Wednesday, October 29, 2014

"The Red Cross' relief effort was 'worse than the storm.'"

ProPublica exposes the American Red Cross:

In 2012, two massive storms pounded the United States, leaving hundreds of thousands of people homeless, hungry or without power for days and weeks.

Americans did what they so often do after disasters. They sent hundreds of millions of dollars to the Red Cross, confident their money would ease the suffering left behind by Superstorm Sandy and Hurricane Isaac. They believed the charity was up to the job. They were wrong. . . .

During Isaac, Red Cross supervisors ordered dozens of trucks usually deployed to deliver aid to be driven around nearly empty instead, “just to be seen,” one of the drivers, Jim Dunham, recalls.

“We were sent way down on the Gulf with nothing to give,” Dunham says. The Red Cross’ relief effort was “worse than the storm.”

During Sandy, emergency vehicles were taken away from relief work and assigned to serve as backdrops for press conferences, angering disaster responders on the ground.

After both storms, the charity’s problems left some victims in dire circumstances or vulnerable to harm, the organization’s internal assessments acknowledge. Handicapped victims “slept in their wheelchairs for days” because the charity had not secured proper cots. In one shelter, sex offenders were “all over including playing in children’s area” because Red Cross staff “didn’t know/follow procedures.”

According to interviews and documents, the Red Cross lacked basic supplies like food, blankets and batteries to distribute to victims in the days just after the storms. Sometimes, even when supplies were plentiful, they went to waste. In one case, the Red Cross had to throw out tens of thousands of meals because it couldn’t find the people who needed them.

The Red Cross marshalled an army of volunteers, but many were misdirected by the charity’s managers. Some were ordered to stay in Tampa long after it became clear that Isaac would bypass the city. After Sandy, volunteers wandered the streets of New York in search of stricken neighborhoods, lost because they had not been given GPS equipment to guide them.

The problems stand in stark contrast to the Red Cross’ standing in the realm of disaster relief. President Obama, who is the charity’s honorary chairman, vouched for the group after Sandy, telling Americans to donate. “The Red Cross knows what they’re doing,” he said.

Two weeks after Sandy hit, Red Cross Chief Executive Gail McGovern declared that the group’s relief efforts had been “near flawless.”

The group’s self-assessments, drawn together just weeks later, were far less congratulatory.

“Multiple systems failed,” say minutes from a closed-door meeting of top officials in December 2012, referring to logistics. “We didn’t have the kind of sophistication needed for this size job,” noted a Red Cross vice president in the same meeting, the minutes say. . . .

[Isaac] lingered over Mississippi and Louisiana, causing major flooding and more than $2 billion in damage. In some low-lying areas, residents had to be rescued from the rooftops of their submerged homes.

The Red Cross mobilized hundreds of volunteers, equipment, emergency vehicles and supplies. But it couldn’t marshal them promptly enough to help many Isaac victims.

When Rieckenberg arrived in Mississippi to help coordinate victim care, he witnessed the incident that so troubled Dunham, the emergency vehicle driver. An official gave the order to send out 80 trucks and emergency response vehicles — normally full of meals or supplies like diapers, bleach and paper towels — entirely empty or carrying a few snacks.

The volunteers “were told to drive around and look like you’re giving disaster relief,” Rieckenberg says.
A commenter on Metafilter quips:
I know this can't be right, because I've been told private initiative is always better than government initiative.
Yeah, except . . . the Red Cross was created by the government, and it has a government mandate to work with the government (FEMA). So it's not exactly a case study in unbounded private enterprise.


● How to complete this task:
Your answer must restate each entry below word for word, with no pictures in it.

── Given information ──

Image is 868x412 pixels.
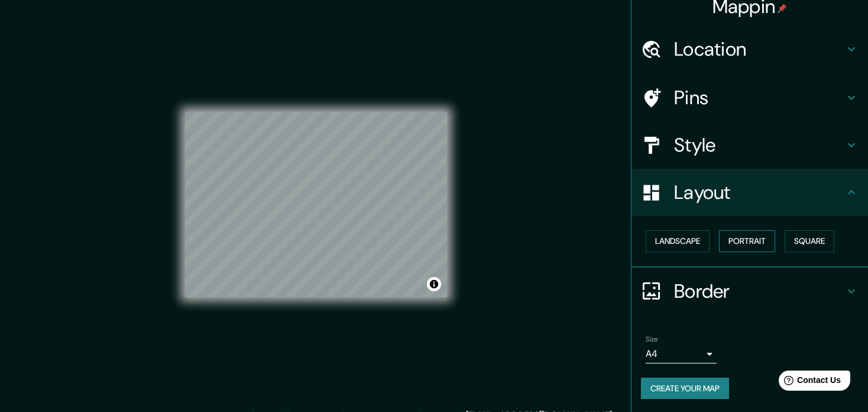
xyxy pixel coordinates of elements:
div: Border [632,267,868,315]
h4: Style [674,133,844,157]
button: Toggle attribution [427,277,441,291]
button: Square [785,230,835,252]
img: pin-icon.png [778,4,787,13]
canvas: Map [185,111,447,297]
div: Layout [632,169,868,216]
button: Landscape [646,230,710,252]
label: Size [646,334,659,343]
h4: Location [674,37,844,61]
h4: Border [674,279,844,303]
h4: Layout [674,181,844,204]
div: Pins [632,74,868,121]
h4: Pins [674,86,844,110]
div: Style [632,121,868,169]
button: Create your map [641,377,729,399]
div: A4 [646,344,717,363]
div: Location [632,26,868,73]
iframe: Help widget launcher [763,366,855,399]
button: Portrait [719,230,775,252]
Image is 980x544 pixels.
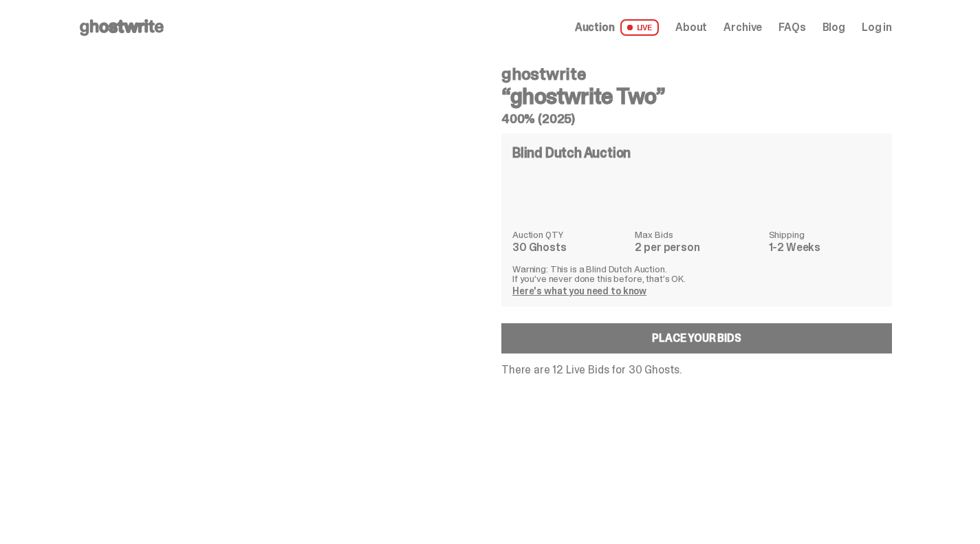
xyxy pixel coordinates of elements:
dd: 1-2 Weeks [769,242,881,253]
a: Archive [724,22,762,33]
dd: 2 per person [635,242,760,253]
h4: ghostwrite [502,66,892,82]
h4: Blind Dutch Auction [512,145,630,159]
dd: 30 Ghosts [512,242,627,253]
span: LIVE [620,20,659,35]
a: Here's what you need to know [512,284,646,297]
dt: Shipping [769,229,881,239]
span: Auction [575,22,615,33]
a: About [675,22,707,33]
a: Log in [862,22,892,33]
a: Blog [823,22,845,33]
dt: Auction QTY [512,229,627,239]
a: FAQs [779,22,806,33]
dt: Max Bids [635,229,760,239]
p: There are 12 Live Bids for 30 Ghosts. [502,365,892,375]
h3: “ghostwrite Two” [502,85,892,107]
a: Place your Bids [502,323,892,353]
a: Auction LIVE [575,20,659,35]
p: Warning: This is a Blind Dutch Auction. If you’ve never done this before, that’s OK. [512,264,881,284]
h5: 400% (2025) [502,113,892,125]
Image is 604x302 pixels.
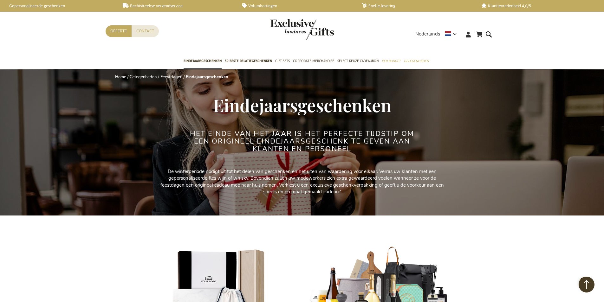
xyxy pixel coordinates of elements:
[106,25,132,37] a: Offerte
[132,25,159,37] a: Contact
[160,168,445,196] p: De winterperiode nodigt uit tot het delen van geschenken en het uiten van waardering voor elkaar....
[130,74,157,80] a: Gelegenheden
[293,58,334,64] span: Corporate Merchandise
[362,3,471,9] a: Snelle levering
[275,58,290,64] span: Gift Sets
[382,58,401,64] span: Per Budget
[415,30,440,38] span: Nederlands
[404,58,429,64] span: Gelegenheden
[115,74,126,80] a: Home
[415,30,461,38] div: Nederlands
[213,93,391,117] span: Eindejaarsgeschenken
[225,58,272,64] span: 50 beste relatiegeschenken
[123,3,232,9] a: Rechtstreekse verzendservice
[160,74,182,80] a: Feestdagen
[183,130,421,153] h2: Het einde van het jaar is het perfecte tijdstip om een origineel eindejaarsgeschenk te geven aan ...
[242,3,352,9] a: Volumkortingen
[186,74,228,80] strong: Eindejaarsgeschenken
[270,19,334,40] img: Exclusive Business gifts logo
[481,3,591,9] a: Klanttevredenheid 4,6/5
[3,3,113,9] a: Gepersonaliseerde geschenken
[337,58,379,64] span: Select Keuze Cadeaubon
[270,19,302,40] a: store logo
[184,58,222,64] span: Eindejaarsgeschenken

───

● Solution to this problem:
Image is 868x412 pixels.
xyxy pixel coordinates of elements:
div: Border [632,267,868,315]
h4: Style [674,133,844,157]
button: Toggle attribution [427,277,441,291]
button: Square [785,230,835,252]
img: pin-icon.png [778,4,787,13]
canvas: Map [185,111,447,297]
div: Layout [632,169,868,216]
button: Landscape [646,230,710,252]
label: Size [646,334,659,343]
h4: Location [674,37,844,61]
h4: Border [674,279,844,303]
h4: Layout [674,181,844,204]
div: Pins [632,74,868,121]
h4: Pins [674,86,844,110]
div: Style [632,121,868,169]
button: Create your map [641,377,729,399]
div: A4 [646,344,717,363]
div: Location [632,26,868,73]
iframe: Help widget launcher [763,366,855,399]
button: Portrait [719,230,775,252]
Image is 980x544 pixels.
xyxy pixel coordinates of elements:
dd: 1-2 Weeks [769,242,881,253]
a: Archive [724,22,762,33]
dd: 2 per person [635,242,760,253]
h4: ghostwrite [502,66,892,82]
h4: Blind Dutch Auction [512,145,630,159]
dd: 30 Ghosts [512,242,627,253]
span: LIVE [620,20,659,35]
a: Here's what you need to know [512,284,646,297]
dt: Shipping [769,229,881,239]
span: Auction [575,22,615,33]
a: About [675,22,707,33]
a: Log in [862,22,892,33]
a: Blog [823,22,845,33]
dt: Auction QTY [512,229,627,239]
a: FAQs [779,22,806,33]
dt: Max Bids [635,229,760,239]
p: There are 12 Live Bids for 30 Ghosts. [502,365,892,375]
h3: “ghostwrite Two” [502,85,892,107]
a: Place your Bids [502,323,892,353]
a: Auction LIVE [575,20,659,35]
p: Warning: This is a Blind Dutch Auction. If you’ve never done this before, that’s OK. [512,264,881,284]
h5: 400% (2025) [502,113,892,125]
Image is 604x302 pixels.
xyxy pixel coordinates of elements:
[106,25,132,37] a: Offerte
[132,25,159,37] a: Contact
[160,168,445,196] p: De winterperiode nodigt uit tot het delen van geschenken en het uiten van waardering voor elkaar....
[130,74,157,80] a: Gelegenheden
[293,58,334,64] span: Corporate Merchandise
[362,3,471,9] a: Snelle levering
[275,58,290,64] span: Gift Sets
[382,58,401,64] span: Per Budget
[415,30,440,38] span: Nederlands
[404,58,429,64] span: Gelegenheden
[115,74,126,80] a: Home
[415,30,461,38] div: Nederlands
[213,93,391,117] span: Eindejaarsgeschenken
[225,58,272,64] span: 50 beste relatiegeschenken
[123,3,232,9] a: Rechtstreekse verzendservice
[160,74,182,80] a: Feestdagen
[183,130,421,153] h2: Het einde van het jaar is het perfecte tijdstip om een origineel eindejaarsgeschenk te geven aan ...
[242,3,352,9] a: Volumkortingen
[186,74,228,80] strong: Eindejaarsgeschenken
[270,19,334,40] img: Exclusive Business gifts logo
[481,3,591,9] a: Klanttevredenheid 4,6/5
[3,3,113,9] a: Gepersonaliseerde geschenken
[337,58,379,64] span: Select Keuze Cadeaubon
[270,19,302,40] a: store logo
[184,58,222,64] span: Eindejaarsgeschenken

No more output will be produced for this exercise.